Problem to work on:
When you write out the material, keep every line exactly as it is.

(Data shown Opens)

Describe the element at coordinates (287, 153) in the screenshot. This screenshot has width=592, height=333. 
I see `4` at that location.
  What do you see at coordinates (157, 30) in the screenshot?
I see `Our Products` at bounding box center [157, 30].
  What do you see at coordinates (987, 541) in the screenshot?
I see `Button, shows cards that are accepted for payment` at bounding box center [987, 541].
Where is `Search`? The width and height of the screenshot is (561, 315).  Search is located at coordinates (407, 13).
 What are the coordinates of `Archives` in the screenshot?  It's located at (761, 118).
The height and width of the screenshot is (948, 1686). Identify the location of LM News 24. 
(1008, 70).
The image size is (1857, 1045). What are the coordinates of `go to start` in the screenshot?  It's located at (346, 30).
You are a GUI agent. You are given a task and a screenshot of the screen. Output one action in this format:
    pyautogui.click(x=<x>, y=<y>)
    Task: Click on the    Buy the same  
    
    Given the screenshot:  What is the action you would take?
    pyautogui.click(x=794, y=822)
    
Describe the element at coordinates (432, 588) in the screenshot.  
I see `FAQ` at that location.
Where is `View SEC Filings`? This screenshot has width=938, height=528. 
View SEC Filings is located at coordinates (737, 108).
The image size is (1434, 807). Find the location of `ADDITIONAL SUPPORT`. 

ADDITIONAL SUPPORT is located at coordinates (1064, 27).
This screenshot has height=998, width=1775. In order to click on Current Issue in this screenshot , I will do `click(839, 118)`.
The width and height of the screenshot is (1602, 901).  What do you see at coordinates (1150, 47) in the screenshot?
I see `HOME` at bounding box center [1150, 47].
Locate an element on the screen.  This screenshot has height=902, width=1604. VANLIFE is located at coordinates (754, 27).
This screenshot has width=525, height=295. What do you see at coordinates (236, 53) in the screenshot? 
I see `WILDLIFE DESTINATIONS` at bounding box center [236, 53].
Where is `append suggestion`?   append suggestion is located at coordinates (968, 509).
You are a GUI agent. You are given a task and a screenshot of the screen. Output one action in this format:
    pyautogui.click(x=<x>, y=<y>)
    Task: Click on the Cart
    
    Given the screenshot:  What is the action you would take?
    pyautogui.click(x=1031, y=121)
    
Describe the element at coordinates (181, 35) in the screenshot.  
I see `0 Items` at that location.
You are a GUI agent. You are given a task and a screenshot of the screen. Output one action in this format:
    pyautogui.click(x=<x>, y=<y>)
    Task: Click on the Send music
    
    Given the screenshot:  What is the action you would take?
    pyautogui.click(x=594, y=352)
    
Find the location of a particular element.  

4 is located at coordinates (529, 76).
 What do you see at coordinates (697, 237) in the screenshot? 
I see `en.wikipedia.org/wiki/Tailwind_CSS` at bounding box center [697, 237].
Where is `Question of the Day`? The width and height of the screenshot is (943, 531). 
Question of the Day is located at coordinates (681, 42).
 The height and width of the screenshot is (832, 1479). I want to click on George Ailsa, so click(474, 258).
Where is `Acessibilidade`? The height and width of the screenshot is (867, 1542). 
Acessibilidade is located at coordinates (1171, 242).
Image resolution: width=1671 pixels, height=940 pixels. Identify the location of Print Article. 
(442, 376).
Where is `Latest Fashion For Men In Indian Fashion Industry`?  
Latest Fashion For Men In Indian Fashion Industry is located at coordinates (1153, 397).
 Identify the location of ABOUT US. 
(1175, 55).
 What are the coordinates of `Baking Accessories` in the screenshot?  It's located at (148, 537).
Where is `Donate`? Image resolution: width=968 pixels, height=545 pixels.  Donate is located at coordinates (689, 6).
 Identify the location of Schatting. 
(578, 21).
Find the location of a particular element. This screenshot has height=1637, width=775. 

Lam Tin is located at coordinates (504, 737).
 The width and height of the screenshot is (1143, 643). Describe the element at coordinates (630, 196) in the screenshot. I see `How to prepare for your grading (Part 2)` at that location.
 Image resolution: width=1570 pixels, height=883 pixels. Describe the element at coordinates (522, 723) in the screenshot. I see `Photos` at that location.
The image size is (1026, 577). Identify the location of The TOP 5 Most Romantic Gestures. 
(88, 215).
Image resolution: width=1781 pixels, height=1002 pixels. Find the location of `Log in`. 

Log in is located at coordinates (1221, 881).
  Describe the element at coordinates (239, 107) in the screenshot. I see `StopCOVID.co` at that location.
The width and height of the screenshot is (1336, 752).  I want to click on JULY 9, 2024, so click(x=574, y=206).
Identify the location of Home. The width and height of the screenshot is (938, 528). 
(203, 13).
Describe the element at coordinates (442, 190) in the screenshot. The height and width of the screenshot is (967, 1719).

(Data shown Closes)

Problem solution:
Describe the element at coordinates (287, 153) in the screenshot. This screenshot has width=592, height=333. 
I see `4` at that location.
  What do you see at coordinates (157, 30) in the screenshot?
I see `Our Products` at bounding box center [157, 30].
  What do you see at coordinates (987, 541) in the screenshot?
I see `Button, shows cards that are accepted for payment` at bounding box center [987, 541].
Where is `Search`? The width and height of the screenshot is (561, 315).  Search is located at coordinates (407, 13).
 What are the coordinates of `Archives` in the screenshot?  It's located at (761, 118).
The height and width of the screenshot is (948, 1686). Identify the location of LM News 24. 
(1008, 70).
The image size is (1857, 1045). What are the coordinates of `go to start` in the screenshot?  It's located at (346, 30).
You are a GUI agent. You are given a task and a screenshot of the screen. Output one action in this format:
    pyautogui.click(x=<x>, y=<y>)
    Task: Click on the    Buy the same  
    
    Given the screenshot:  What is the action you would take?
    pyautogui.click(x=794, y=822)
    
Describe the element at coordinates (432, 588) in the screenshot.  
I see `FAQ` at that location.
Where is `View SEC Filings`? This screenshot has width=938, height=528. 
View SEC Filings is located at coordinates (737, 108).
The image size is (1434, 807). Find the location of `ADDITIONAL SUPPORT`. 

ADDITIONAL SUPPORT is located at coordinates (1064, 27).
This screenshot has height=998, width=1775. In order to click on Current Issue in this screenshot , I will do `click(839, 118)`.
The width and height of the screenshot is (1602, 901).  What do you see at coordinates (1150, 47) in the screenshot?
I see `HOME` at bounding box center [1150, 47].
Locate an element on the screen.  This screenshot has height=902, width=1604. VANLIFE is located at coordinates (754, 27).
This screenshot has width=525, height=295. What do you see at coordinates (236, 53) in the screenshot? 
I see `WILDLIFE DESTINATIONS` at bounding box center [236, 53].
Where is `append suggestion`?   append suggestion is located at coordinates (968, 509).
You are a GUI agent. You are given a task and a screenshot of the screen. Output one action in this format:
    pyautogui.click(x=<x>, y=<y>)
    Task: Click on the Cart
    
    Given the screenshot:  What is the action you would take?
    pyautogui.click(x=1031, y=121)
    
Describe the element at coordinates (181, 35) in the screenshot.  
I see `0 Items` at that location.
You are a GUI agent. You are given a task and a screenshot of the screen. Output one action in this format:
    pyautogui.click(x=<x>, y=<y>)
    Task: Click on the Send music
    
    Given the screenshot:  What is the action you would take?
    pyautogui.click(x=594, y=352)
    
Find the location of a particular element.  

4 is located at coordinates (529, 76).
 What do you see at coordinates (697, 237) in the screenshot? 
I see `en.wikipedia.org/wiki/Tailwind_CSS` at bounding box center [697, 237].
Where is `Question of the Day`? The width and height of the screenshot is (943, 531). 
Question of the Day is located at coordinates (681, 42).
 The height and width of the screenshot is (832, 1479). I want to click on George Ailsa, so click(474, 258).
Where is `Acessibilidade`? The height and width of the screenshot is (867, 1542). 
Acessibilidade is located at coordinates (1171, 242).
Image resolution: width=1671 pixels, height=940 pixels. Identify the location of Print Article. 
(442, 376).
Where is `Latest Fashion For Men In Indian Fashion Industry`?  
Latest Fashion For Men In Indian Fashion Industry is located at coordinates (1153, 397).
 Identify the location of ABOUT US. 
(1175, 55).
 What are the coordinates of `Baking Accessories` in the screenshot?  It's located at (148, 537).
Where is `Donate`? Image resolution: width=968 pixels, height=545 pixels.  Donate is located at coordinates (689, 6).
 Identify the location of Schatting. 
(578, 21).
Find the location of a particular element. This screenshot has height=1637, width=775. 

Lam Tin is located at coordinates (504, 737).
 The width and height of the screenshot is (1143, 643). Describe the element at coordinates (630, 196) in the screenshot. I see `How to prepare for your grading (Part 2)` at that location.
 Image resolution: width=1570 pixels, height=883 pixels. Describe the element at coordinates (522, 723) in the screenshot. I see `Photos` at that location.
The image size is (1026, 577). Identify the location of The TOP 5 Most Romantic Gestures. 
(88, 215).
Image resolution: width=1781 pixels, height=1002 pixels. Find the location of `Log in`. 

Log in is located at coordinates (1221, 881).
  Describe the element at coordinates (239, 107) in the screenshot. I see `StopCOVID.co` at that location.
The width and height of the screenshot is (1336, 752).  I want to click on JULY 9, 2024, so click(x=574, y=206).
Identify the location of Home. The width and height of the screenshot is (938, 528). 
(203, 13).
Describe the element at coordinates (442, 190) in the screenshot. The height and width of the screenshot is (967, 1719).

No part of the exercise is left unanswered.